KIT: Meicraft 1/72 Grumman FF-1
KIT #: 1608
PRICE: $15.00 when new
DECALS: One option
REVIEWER: Joel Hamm
NOTES: Very short run. Company Out of Business

HISTORY

  When the Loening Aircraft Company was sold, in 1928, its chief designer, Leroy Grumman, started his own company to continue building airplanes for the US Navy. The FF-1 was the first product of fifty-plus-years of partnership between that company and service. It broke new ground by being the first enclosed cockpit, retractable gear, stressed metal skin navy fighter. Despite superior performance in all aspects except climb rate, it served operationally for only a year and half with a single squadron aboard the USS Lexington. Lot’s more info is available on various Web sites; some is, shall we say, “enlightening”. One source claims the Grumman could land on water. I guess in a way it could; but it wouldn’t be taking off again very soon thereafter. A pristine survivor hangs in the Museum of Naval Aviation in Pensacola.

THE KIT

In the 1980s a few companies enjoyed brief and limited success offering experienced modelers unusual subjects as vacu-formed kits.  The difficulties of working with this medium led to its demise; but a half dozen mostly one-man-show pioneers in low tech injection molding picked up the thread. Merlin, in Britain, was the first, soon followed by his countryman Pegasus. In the US, the call was answered by Twelve Squared, Beechnut and its successor Allied Research North, and Meikraft.

            OOB – Straight Out of the Box, building did not apply to their products. Their lack of expensive high pressure injection equipment and tooled metal molding demanded patient work with shaping tools, and a well stocked spares bin. The degree of this dedication varied between brands, and among the issues of a particular company.  Meikraft’s quality generally nudged the higher edge of the envelope.

            The accompanying photos show what you got for the then “luxury sedan” price of $15 - $20.  Meikraft had a thing for orange plastic. Perhaps he bought out what Monogram had left over after they churned out their run of Gulfhawks and Albatrosses. At least it wasn’t as waxy and resistant to sanding as other firms’. The two sprues of the kit are very different.  The one containing the fuselage is sharply defined, with petite surface detail, but a grainy texture that would be hard to remedy without loss of that detail. The wings sprue is thicker and has a shiny but undulating surface texture – like choppy water. Fixing that while preserving the scalloped ribbing would take many hours with a half round file and sandpaper wrapped dowel.

            Three vacuformed canopies came with my kit, by accident or intent; none of which appears to be acceptable. One would have to use them as a starting point to pour a male mold, modify that, then suck a replacement. Wheels are OK but struts, engine, and prop would have to come form the spare parts box. Meikraft’s decals were always excellent, and these appear to continue that trend, despite their age. Instructions are a full page exploded view on one side with a detailed history and marking guide on the reverse

CONCLUSIONS

 It’s buildable, but why bother.  MPM has a 1/72 Fifi still in production, in their new “improved technology” long run series. The MPM kit, unlike this one,  is in every way up to civilized standards, including even an injected canopy.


▶ **Problem**: In the copy, keep every record exact and leave out all images.

▶ **Data records**:
● ● ● ● ●

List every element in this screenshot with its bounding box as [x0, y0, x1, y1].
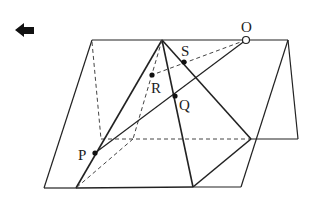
label-Q: Q	[179, 97, 190, 113]
left-plane-hidden-edge	[92, 42, 101, 139]
point-S	[181, 59, 186, 64]
label-R: R	[151, 80, 161, 96]
pyramid-edges	[76, 40, 251, 188]
point-Q	[172, 93, 177, 98]
label-O: O	[241, 19, 252, 35]
left-plane	[44, 40, 162, 188]
line-O-P	[95, 40, 246, 153]
pyramid-diagram: O S R Q P	[0, 0, 322, 207]
label-P: P	[78, 147, 86, 163]
label-S: S	[181, 43, 189, 59]
point-P	[92, 150, 97, 155]
point-O	[243, 37, 250, 44]
point-R	[149, 72, 154, 77]
left-arrow-icon[interactable]	[15, 23, 34, 37]
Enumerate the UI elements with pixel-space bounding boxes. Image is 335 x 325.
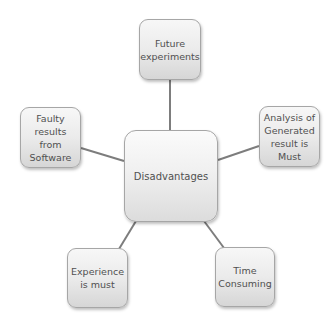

● ● ● ● ●

▶ **Your solution**:
List every element in this screenshot with its bounding box as [x0, y0, x1, y1].
label-Q: Q	[179, 97, 190, 113]
left-plane-hidden-edge	[92, 42, 101, 139]
point-S	[181, 59, 186, 64]
label-R: R	[151, 80, 161, 96]
pyramid-edges	[76, 40, 251, 188]
point-Q	[172, 93, 177, 98]
label-O: O	[241, 19, 252, 35]
left-plane	[44, 40, 162, 188]
line-O-P	[95, 40, 246, 153]
pyramid-diagram: O S R Q P	[0, 0, 322, 207]
label-P: P	[78, 147, 86, 163]
label-S: S	[181, 43, 189, 59]
point-P	[92, 150, 97, 155]
point-O	[243, 37, 250, 44]
point-R	[149, 72, 154, 77]
left-arrow-icon[interactable]	[15, 23, 34, 37]
Enumerate the UI elements with pixel-space bounding boxes. Image is 335 x 325.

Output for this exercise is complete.